Written by Rupert Goodwins, Contributor
Tuesday 18/03/2003
BT announces Midband, which sounds like a talent contest for Birmingham pop groups but is really the answer for people out of range of broadband. Or so we thought: on inspection, the promised permanently on system with more range and less speed than DSL turns out to be ISDN. Flat-rate ISDN, to be sure, but capped and not that different from Home Highway. It turns out, says head honcho Pierre Danon -- does anyone else hear a female voice coo "Oooooh, Danon!" whenever his name comes up? -- that they want to do permanently on email but it's very hard, even for the big brains at BT. Which is odd, as everyone else in the world manages it -- as did BT around ten years ago. Most people know that ISDN is a 128Kbps link, made out of two independent 64K digital telephone connections. In ISDN parlance, these are called B channels (for Bearer, would you believe), and like any telephone line they're only connected when a call's in progress.

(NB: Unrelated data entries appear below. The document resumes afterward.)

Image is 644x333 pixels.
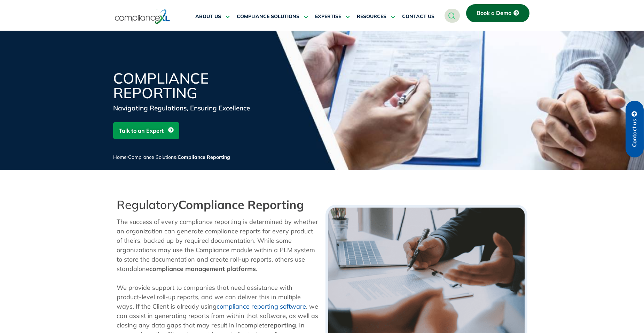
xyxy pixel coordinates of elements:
[118,124,164,137] span: Talk to an Expert
[631,118,637,147] span: Contact us
[315,13,341,20] span: EXPERTISE
[315,8,350,25] a: EXPERTISE
[402,8,435,25] a: CONTACT US
[113,122,179,139] a: Talk to an Expert
[476,10,512,16] span: Book a Demo
[115,9,171,25] img: logo-one.svg
[178,197,304,212] strong: Compliance Reporting
[402,13,435,20] span: CONTACT US
[195,13,221,20] span: ABOUT US
[116,217,318,273] p: The success of every compliance reporting is determined by whether an organization can generate c...
[113,154,126,160] a: Home
[113,71,280,100] h1: Compliance Reporting
[445,9,460,23] a: navsearch-button
[267,321,296,329] strong: reporting
[177,154,230,160] span: Compliance Reporting
[113,103,280,113] div: Navigating Regulations, Ensuring Excellence
[356,13,387,20] span: RESOURCES
[195,8,229,25] a: ABOUT US
[625,100,643,157] a: Contact us
[237,8,308,25] a: COMPLIANCE SOLUTIONS
[113,154,230,160] span: / /
[116,198,318,211] h2: Regulatory
[128,154,176,160] a: Compliance Solutions
[356,8,395,25] a: RESOURCES
[466,4,530,22] a: Book a Demo
[217,302,306,310] a: compliance reporting software
[149,265,256,273] strong: compliance management platforms
[237,13,300,20] span: COMPLIANCE SOLUTIONS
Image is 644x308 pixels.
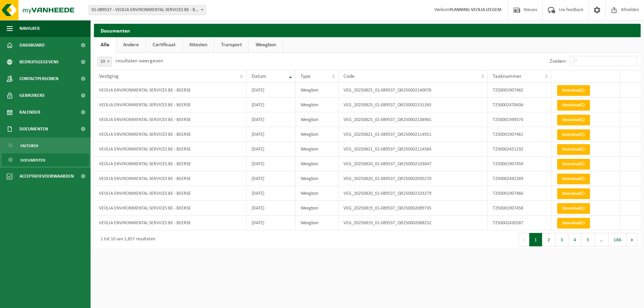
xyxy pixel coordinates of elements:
[94,171,247,186] td: VEOLIA ENVIRONMENTAL SERVICES BE - BEERSE
[249,37,283,53] a: Weegbon
[295,112,339,127] td: Weegbon
[94,83,247,98] td: VEOLIA ENVIRONMENTAL SERVICES BE - BEERSE
[94,112,247,127] td: VEOLIA ENVIRONMENTAL SERVICES BE - BEERSE
[487,83,551,98] td: T250001907462
[557,100,590,110] a: Download
[557,144,590,155] a: Download
[19,37,45,54] span: Dashboard
[487,112,551,127] td: T250001949574
[557,85,590,96] a: Download
[487,186,551,201] td: T250001907460
[94,201,247,216] td: VEOLIA ENVIRONMENTAL SERVICES BE - BEERSE
[295,142,339,157] td: Weegbon
[557,159,590,170] a: Download
[557,174,590,184] a: Download
[247,186,295,201] td: [DATE]
[20,154,45,167] span: Documenten
[247,142,295,157] td: [DATE]
[2,139,89,152] a: Facturen
[214,37,249,53] a: Transport
[487,157,551,171] td: T250001907459
[295,127,339,142] td: Weegbon
[487,98,551,112] td: T250002470436
[338,98,487,112] td: VEG_20250825_01-089537_QR250002131265
[94,24,640,37] h2: Documenten
[487,127,551,142] td: T250001907461
[19,20,40,37] span: Navigatie
[97,57,112,67] span: 10
[99,74,119,79] span: Vestiging
[557,114,590,126] a: Download
[295,216,339,230] td: Weegbon
[529,233,542,247] button: 1
[19,70,58,87] span: Contactpersonen
[247,112,295,127] td: [DATE]
[94,98,247,112] td: VEOLIA ENVIRONMENTAL SERVICES BE - BEERSE
[487,142,551,157] td: T250002451232
[146,37,182,53] a: Certificaat
[338,127,487,142] td: VEG_20250821_01-089537_QR250002114921
[94,37,116,53] a: Alle
[338,112,487,127] td: VEG_20250825_01-089537_QR250002138961
[247,157,295,171] td: [DATE]
[609,233,627,247] button: 186
[550,59,566,64] label: Zoeken:
[247,201,295,216] td: [DATE]
[595,233,609,247] span: …
[555,233,569,247] button: 3
[338,201,487,216] td: VEG_20250819_01-089537_QR250002089735
[295,201,339,216] td: Weegbon
[295,83,339,98] td: Weegbon
[300,74,311,79] span: Type
[89,5,206,15] span: 01-089537 - VEOLIA ENVIRONMENTAL SERVICES BE - BEERSE
[493,74,521,79] span: Taaknummer
[557,218,590,228] a: Download
[487,216,551,230] td: T250002430287
[19,104,40,121] span: Kalender
[247,171,295,186] td: [DATE]
[94,127,247,142] td: VEOLIA ENVIRONMENTAL SERVICES BE - BEERSE
[295,98,339,112] td: Weegbon
[20,139,38,152] span: Facturen
[182,37,214,53] a: Attesten
[295,186,339,201] td: Weegbon
[338,83,487,98] td: VEG_20250825_01-089537_QR250002140076
[338,216,487,230] td: VEG_20250819_01-089537_QR250002088252
[557,203,590,214] a: Download
[569,233,582,247] button: 4
[295,171,339,186] td: Weegbon
[97,234,155,246] div: 1 tot 10 van 1,857 resultaten
[2,153,89,166] a: Documenten
[557,188,590,199] a: Download
[117,37,145,53] a: Andere
[94,216,247,230] td: VEOLIA ENVIRONMENTAL SERVICES BE - BEERSE
[295,157,339,171] td: Weegbon
[98,57,111,66] span: 10
[247,98,295,112] td: [DATE]
[338,157,487,171] td: VEG_20250820_01-089537_QR250002103047
[247,127,295,142] td: [DATE]
[19,121,48,137] span: Documenten
[116,58,163,64] label: resultaten weergeven
[338,171,487,186] td: VEG_20250820_01-089537_QR250002095270
[487,201,551,216] td: T250001907458
[247,83,295,98] td: [DATE]
[94,157,247,171] td: VEOLIA ENVIRONMENTAL SERVICES BE - BEERSE
[338,142,487,157] td: VEG_20250821_01-089537_QR250002114564
[251,74,267,79] span: Datum
[542,233,555,247] button: 2
[19,168,74,185] span: Acceptatievoorwaarden
[89,6,206,15] span: 01-089537 - VEOLIA ENVIRONMENTAL SERVICES BE - BEERSE
[557,130,590,140] a: Download
[19,54,59,70] span: Bedrijfsgegevens
[19,87,45,104] span: Gebruikers
[518,233,529,247] button: Previous
[449,8,502,12] strong: PLANNING VEOLIA IZEGEM
[627,233,637,247] button: Next
[338,186,487,201] td: VEG_20250820_01-089537_QR250002103279
[582,233,595,247] button: 5
[94,186,247,201] td: VEOLIA ENVIRONMENTAL SERVICES BE - BEERSE
[487,171,551,186] td: T250002442269
[344,74,355,79] span: Code
[94,142,247,157] td: VEOLIA ENVIRONMENTAL SERVICES BE - BEERSE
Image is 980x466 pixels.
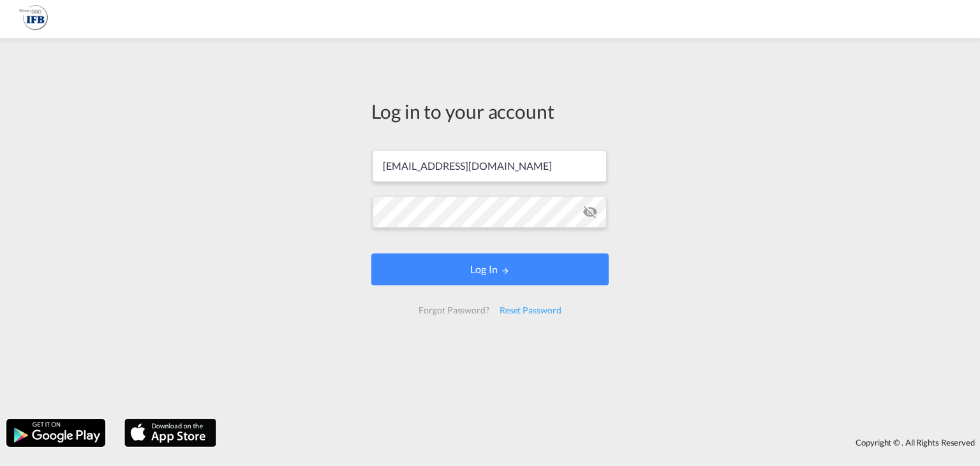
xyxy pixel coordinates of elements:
[373,150,607,182] input: Enter email/phone number
[582,204,598,219] md-icon: icon-eye-off
[371,98,608,125] div: Log in to your account
[495,298,566,321] div: Reset Password
[19,5,48,34] img: 1f261f00256b11eeaf3d89493e6660f9.png
[5,417,106,448] img: google.png
[223,431,980,453] div: Copyright © . All Rights Reserved
[371,253,608,285] button: LOGIN
[123,417,217,448] img: apple.png
[414,298,494,321] div: Forgot Password?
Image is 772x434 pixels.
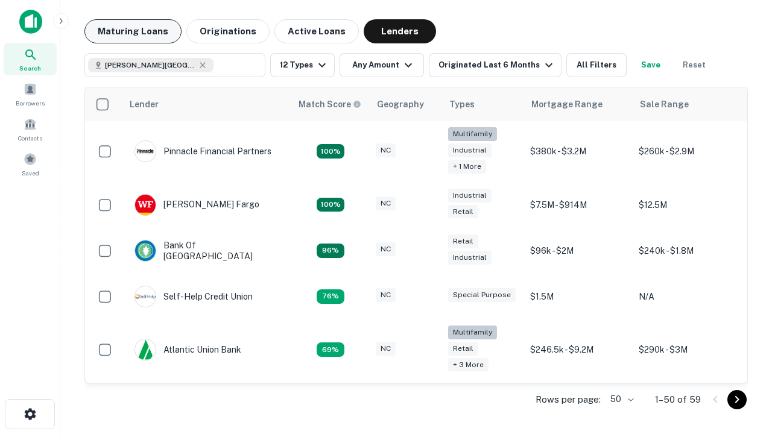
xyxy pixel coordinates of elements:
[655,393,701,407] p: 1–50 of 59
[442,87,524,121] th: Types
[135,141,271,162] div: Pinnacle Financial Partners
[18,133,42,143] span: Contacts
[633,320,741,381] td: $290k - $3M
[376,144,396,157] div: NC
[531,97,603,112] div: Mortgage Range
[317,290,344,304] div: Matching Properties: 11, hasApolloMatch: undefined
[135,340,156,360] img: picture
[340,53,424,77] button: Any Amount
[429,53,562,77] button: Originated Last 6 Months
[566,53,627,77] button: All Filters
[135,194,259,216] div: [PERSON_NAME] Fargo
[377,97,424,112] div: Geography
[186,19,270,43] button: Originations
[448,251,492,265] div: Industrial
[370,87,442,121] th: Geography
[633,87,741,121] th: Sale Range
[439,58,556,72] div: Originated Last 6 Months
[633,228,741,274] td: $240k - $1.8M
[299,98,361,111] div: Capitalize uses an advanced AI algorithm to match your search with the best lender. The match sco...
[448,160,486,174] div: + 1 more
[135,241,156,261] img: picture
[291,87,370,121] th: Capitalize uses an advanced AI algorithm to match your search with the best lender. The match sco...
[317,343,344,357] div: Matching Properties: 10, hasApolloMatch: undefined
[105,60,195,71] span: [PERSON_NAME][GEOGRAPHIC_DATA], [GEOGRAPHIC_DATA]
[317,144,344,159] div: Matching Properties: 26, hasApolloMatch: undefined
[633,274,741,320] td: N/A
[524,320,633,381] td: $246.5k - $9.2M
[19,10,42,34] img: capitalize-icon.png
[448,127,497,141] div: Multifamily
[22,168,39,178] span: Saved
[448,326,497,340] div: Multifamily
[712,299,772,357] iframe: Chat Widget
[16,98,45,108] span: Borrowers
[524,87,633,121] th: Mortgage Range
[274,19,359,43] button: Active Loans
[448,342,478,356] div: Retail
[632,53,670,77] button: Save your search to get updates of matches that match your search criteria.
[299,98,359,111] h6: Match Score
[448,358,489,372] div: + 3 more
[524,274,633,320] td: $1.5M
[449,97,475,112] div: Types
[448,144,492,157] div: Industrial
[135,141,156,162] img: picture
[4,148,57,180] a: Saved
[633,121,741,182] td: $260k - $2.9M
[448,205,478,219] div: Retail
[130,97,159,112] div: Lender
[135,286,253,308] div: Self-help Credit Union
[122,87,291,121] th: Lender
[448,288,516,302] div: Special Purpose
[524,121,633,182] td: $380k - $3.2M
[376,288,396,302] div: NC
[606,391,636,408] div: 50
[317,198,344,212] div: Matching Properties: 15, hasApolloMatch: undefined
[4,113,57,145] a: Contacts
[4,78,57,110] a: Borrowers
[376,197,396,211] div: NC
[135,240,279,262] div: Bank Of [GEOGRAPHIC_DATA]
[135,195,156,215] img: picture
[675,53,714,77] button: Reset
[270,53,335,77] button: 12 Types
[19,63,41,73] span: Search
[135,287,156,307] img: picture
[633,182,741,228] td: $12.5M
[135,339,241,361] div: Atlantic Union Bank
[376,342,396,356] div: NC
[4,43,57,75] a: Search
[727,390,747,410] button: Go to next page
[640,97,689,112] div: Sale Range
[524,182,633,228] td: $7.5M - $914M
[317,244,344,258] div: Matching Properties: 14, hasApolloMatch: undefined
[364,19,436,43] button: Lenders
[448,189,492,203] div: Industrial
[84,19,182,43] button: Maturing Loans
[536,393,601,407] p: Rows per page:
[376,242,396,256] div: NC
[524,228,633,274] td: $96k - $2M
[448,235,478,249] div: Retail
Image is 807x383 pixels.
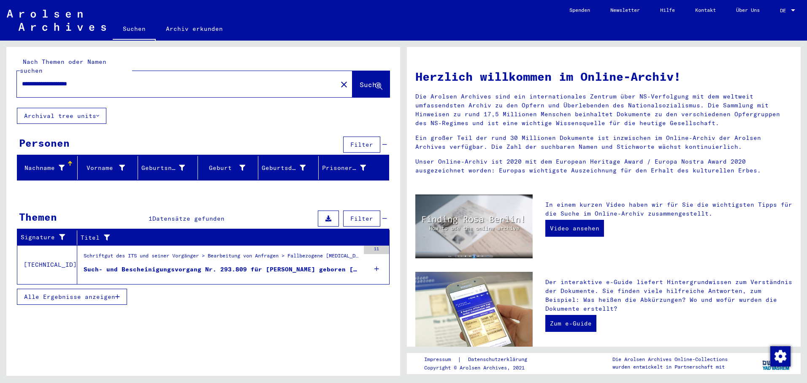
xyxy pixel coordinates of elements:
[770,345,791,366] div: Zustimmung ändern
[322,163,366,172] div: Prisoner #
[424,355,538,364] div: |
[262,161,318,174] div: Geburtsdatum
[20,58,106,74] mat-label: Nach Themen oder Namen suchen
[201,161,258,174] div: Geburt‏
[141,163,185,172] div: Geburtsname
[21,163,65,172] div: Nachname
[343,210,380,226] button: Filter
[546,220,604,236] a: Video ansehen
[198,156,258,179] mat-header-cell: Geburt‏
[416,92,793,128] p: Die Arolsen Archives sind ein internationales Zentrum über NS-Verfolgung mit dem weltweit umfasse...
[343,136,380,152] button: Filter
[416,157,793,175] p: Unser Online-Archiv ist 2020 mit dem European Heritage Award / Europa Nostra Award 2020 ausgezeic...
[339,79,349,90] mat-icon: close
[319,156,389,179] mat-header-cell: Prisoner #
[84,265,360,274] div: Such- und Bescheinigungsvorgang Nr. 293.809 für [PERSON_NAME] geboren [DEMOGRAPHIC_DATA]
[462,355,538,364] a: Datenschutzerklärung
[152,215,225,222] span: Datensätze gefunden
[19,209,57,224] div: Themen
[416,194,533,258] img: video.jpg
[780,8,790,14] span: DE
[21,161,77,174] div: Nachname
[364,245,389,254] div: 11
[613,355,728,363] p: Die Arolsen Archives Online-Collections
[350,141,373,148] span: Filter
[416,133,793,151] p: Ein großer Teil der rund 30 Millionen Dokumente ist inzwischen im Online-Archiv der Arolsen Archi...
[546,200,793,218] p: In einem kurzen Video haben wir für Sie die wichtigsten Tipps für die Suche im Online-Archiv zusa...
[258,156,319,179] mat-header-cell: Geburtsdatum
[416,272,533,350] img: eguide.jpg
[141,161,198,174] div: Geburtsname
[21,233,66,242] div: Signature
[17,245,77,284] td: [TECHNICAL_ID]
[156,19,233,39] a: Archiv erkunden
[81,163,125,172] div: Vorname
[19,135,70,150] div: Personen
[360,80,381,89] span: Suche
[113,19,156,41] a: Suchen
[613,363,728,370] p: wurden entwickelt in Partnerschaft mit
[353,71,390,97] button: Suche
[201,163,245,172] div: Geburt‏
[761,352,793,373] img: yv_logo.png
[78,156,138,179] mat-header-cell: Vorname
[84,252,360,264] div: Schriftgut des ITS und seiner Vorgänger > Bearbeitung von Anfragen > Fallbezogene [MEDICAL_DATA] ...
[322,161,379,174] div: Prisoner #
[424,355,458,364] a: Impressum
[424,364,538,371] p: Copyright © Arolsen Archives, 2021
[7,10,106,31] img: Arolsen_neg.svg
[138,156,198,179] mat-header-cell: Geburtsname
[771,346,791,366] img: Zustimmung ändern
[81,161,138,174] div: Vorname
[262,163,306,172] div: Geburtsdatum
[416,68,793,85] h1: Herzlich willkommen im Online-Archiv!
[336,76,353,92] button: Clear
[24,293,115,300] span: Alle Ergebnisse anzeigen
[149,215,152,222] span: 1
[21,231,77,244] div: Signature
[546,315,597,331] a: Zum e-Guide
[350,215,373,222] span: Filter
[81,233,369,242] div: Titel
[17,108,106,124] button: Archival tree units
[81,231,379,244] div: Titel
[17,156,78,179] mat-header-cell: Nachname
[17,288,127,304] button: Alle Ergebnisse anzeigen
[546,277,793,313] p: Der interaktive e-Guide liefert Hintergrundwissen zum Verständnis der Dokumente. Sie finden viele...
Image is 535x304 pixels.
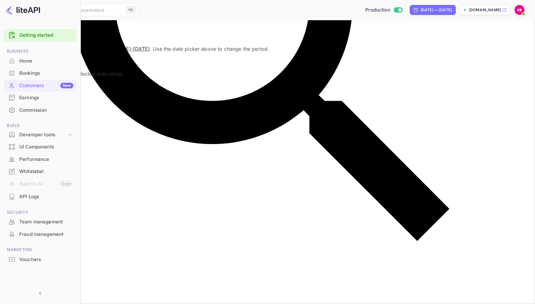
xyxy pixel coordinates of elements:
div: Customers [19,82,73,89]
a: Whitelabel [4,165,76,177]
div: Team management [19,218,73,225]
div: Fraud management [19,231,73,238]
div: Home [19,57,73,65]
span: Security [4,209,76,216]
div: Home [4,55,76,67]
span: Production [365,7,390,14]
a: Bookings [4,67,76,79]
div: Whitelabel [19,168,73,175]
div: Vouchers [19,256,73,263]
div: UI Components [4,141,76,153]
a: UI Components [4,141,76,152]
div: Bookings [19,70,73,77]
div: Performance [19,156,73,163]
a: Getting started [19,32,73,39]
div: Developer tools [4,129,76,140]
a: CustomersNew [4,80,76,91]
div: Developer tools [19,131,67,138]
div: ⌘K [126,6,135,14]
button: Collapse navigation [34,287,46,299]
span: Build [4,122,76,129]
div: CustomersNew [4,80,76,92]
span: Marketing [4,246,76,253]
p: [DOMAIN_NAME] [469,7,501,13]
div: Team management [4,216,76,228]
div: Switch to Sandbox mode [363,7,405,14]
a: Earnings [4,92,76,103]
a: Commission [4,104,76,116]
div: Getting started [4,29,76,42]
div: Commission [19,107,73,114]
div: New [60,83,73,88]
a: Performance [4,153,76,165]
span: Business [4,48,76,55]
a: Team management [4,216,76,227]
div: [DATE] — [DATE] [420,7,451,13]
div: Earnings [19,94,73,101]
div: Earnings [4,92,76,104]
img: Kyle Bromont [514,5,524,15]
div: API Logs [4,190,76,203]
a: Fraud management [4,228,76,240]
a: API Logs [4,190,76,202]
div: Click to change the date range period [410,5,456,15]
a: Home [4,55,76,66]
div: UI Components [19,143,73,150]
img: LiteAPI logo [5,5,40,15]
a: Vouchers [4,253,76,265]
div: API Logs [19,193,73,200]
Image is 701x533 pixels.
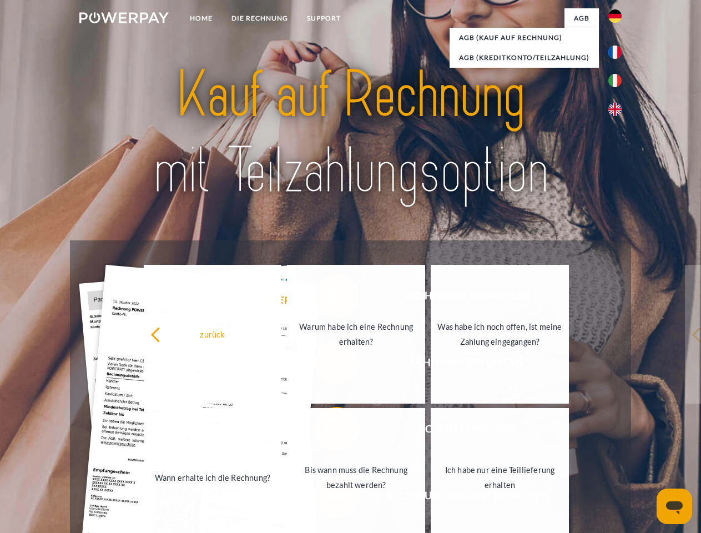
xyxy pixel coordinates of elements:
div: zurück [150,326,275,341]
a: DIE RECHNUNG [222,8,298,28]
div: Wann erhalte ich die Rechnung? [150,470,275,485]
a: AGB (Kreditkonto/Teilzahlung) [450,48,599,68]
a: Home [180,8,222,28]
div: Was habe ich noch offen, ist meine Zahlung eingegangen? [437,319,562,349]
a: Was habe ich noch offen, ist meine Zahlung eingegangen? [431,265,569,404]
div: Warum habe ich eine Rechnung erhalten? [294,319,419,349]
img: it [608,74,622,87]
img: logo-powerpay-white.svg [79,12,169,23]
div: Ich habe nur eine Teillieferung erhalten [437,462,562,492]
div: Bis wann muss die Rechnung bezahlt werden? [294,462,419,492]
a: agb [565,8,599,28]
img: fr [608,46,622,59]
img: title-powerpay_de.svg [106,53,595,213]
img: en [608,103,622,116]
a: AGB (Kauf auf Rechnung) [450,28,599,48]
a: SUPPORT [298,8,350,28]
img: de [608,9,622,23]
iframe: Schaltfläche zum Öffnen des Messaging-Fensters [657,489,692,524]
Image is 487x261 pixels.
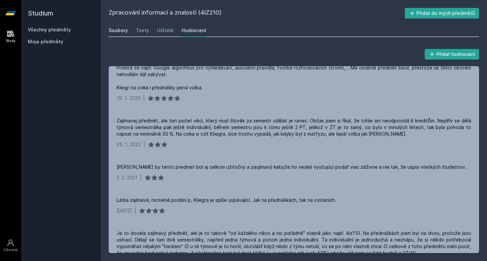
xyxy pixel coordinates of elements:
div: Testy [136,27,149,34]
div: [PERSON_NAME] by tento predmet bol aj celkom užitočný a zaujímavý kebyže ho vedeli vyučujúci poda... [117,164,466,171]
div: | [140,175,142,181]
div: Hodnocení [181,27,206,34]
div: 25. 1. 2022 [117,141,141,148]
span: Moje předměty [28,38,63,45]
div: Fajnový předmět, myslím, že kreditové ohodnocené odpovídá náročnosti. Není to zadarmo, ale zvládn... [117,45,471,91]
a: Uživatel [1,236,20,256]
div: Uživatel [4,248,18,253]
a: Soubory [109,24,128,37]
a: Testy [136,24,149,37]
h2: Zpracování informací a znalostí (4IZ210) [109,8,405,19]
div: [DATE] [117,208,132,214]
div: Látka zajímavá, nicméně podání p. Kliegra je spíše uspávající. Jak na přednáškách, tak na cvičeních. [117,197,336,204]
div: Study [6,38,16,43]
div: Učitelé [157,27,174,34]
button: Přidat hodnocení [425,49,479,60]
a: Učitelé [157,24,174,37]
div: Zajímavej předmět, ale ten počet věci, který musí člověk za semestr udělat je ranec. Občas jsem s... [117,118,471,137]
div: 19. 1. 2023 [117,95,140,102]
div: 1. 2. 2021 [117,175,137,181]
a: Hodnocení [181,24,206,37]
div: Je to docela zajímavý předmět, ale je to takové "od každého něco a nic pořádně" stejně jako např.... [117,230,471,257]
a: Všechny předměty [28,27,71,32]
div: | [134,208,136,214]
div: Soubory [109,27,128,34]
a: Study [1,26,20,47]
div: | [143,141,145,148]
button: Přidat do mých předmětů [405,8,479,19]
div: | [143,95,145,102]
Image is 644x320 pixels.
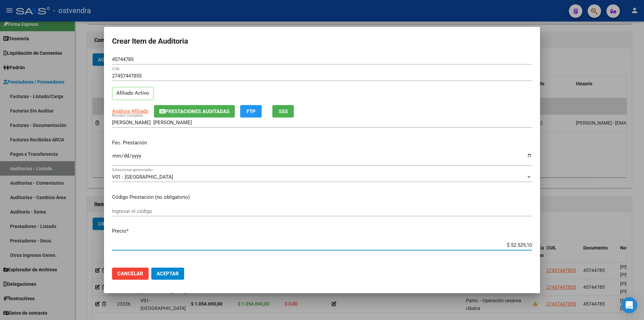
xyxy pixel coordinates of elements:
[621,297,637,313] div: Open Intercom Messenger
[165,109,230,114] span: Prestaciones Auditadas
[112,87,153,100] p: Afiliado Activo
[246,109,256,114] span: FTP
[112,108,149,114] span: Análisis Afiliado
[112,174,173,180] span: V01 - [GEOGRAPHIC_DATA]
[151,268,184,280] button: Aceptar
[112,268,149,280] button: Cancelar
[112,139,532,147] p: Fec. Prestación
[240,105,261,117] button: FTP
[112,227,532,235] p: Precio
[112,262,532,270] p: Cantidad
[273,105,294,117] button: SSS
[117,271,143,277] span: Cancelar
[112,193,532,201] p: Código Prestación (no obligatorio)
[279,109,288,114] span: SSS
[112,35,532,48] h2: Crear Item de Auditoria
[157,271,179,277] span: Aceptar
[154,105,235,117] button: Prestaciones Auditadas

However, there's a third or D channel (for data) which is always connected. It's only 16Kbps, but that's OK -- enough to send "Email's here!" messages and trigger a B channel call if it gets congested. ISDN D channels have been always-on forever: it's been in the spec since the standard launched 20 years ago. Which means that BT has had an always-on nationwide network for at least a decade, but it's tried very hard to hide the fact from the outside world. Inside, there have been several attempts to commercialise the system -- originally with X-25 protocols, one of IP's forerunners, but more recently as part of BT's Internet thrust. Every time, one is led to believe, the technical side proved tractable but the idea fell apart because nobody could agree how to do the billing. As per usual, bits of BT saw D channel networking as competition, and BT's instincts to sell anything new as an expensive, premium service didn't do too well with the marketeers. There's no reason to think that the same reasons aren't behind the emasculation of Midband -- especially since there's been an industry standard, AO/DI, for D channel networking since 1998. But the chances of the company being taken to task for not developing the market properly are minimal. Will Oftel's transformation to Ofcom give it any teeth, or the taste for using them? Sigh.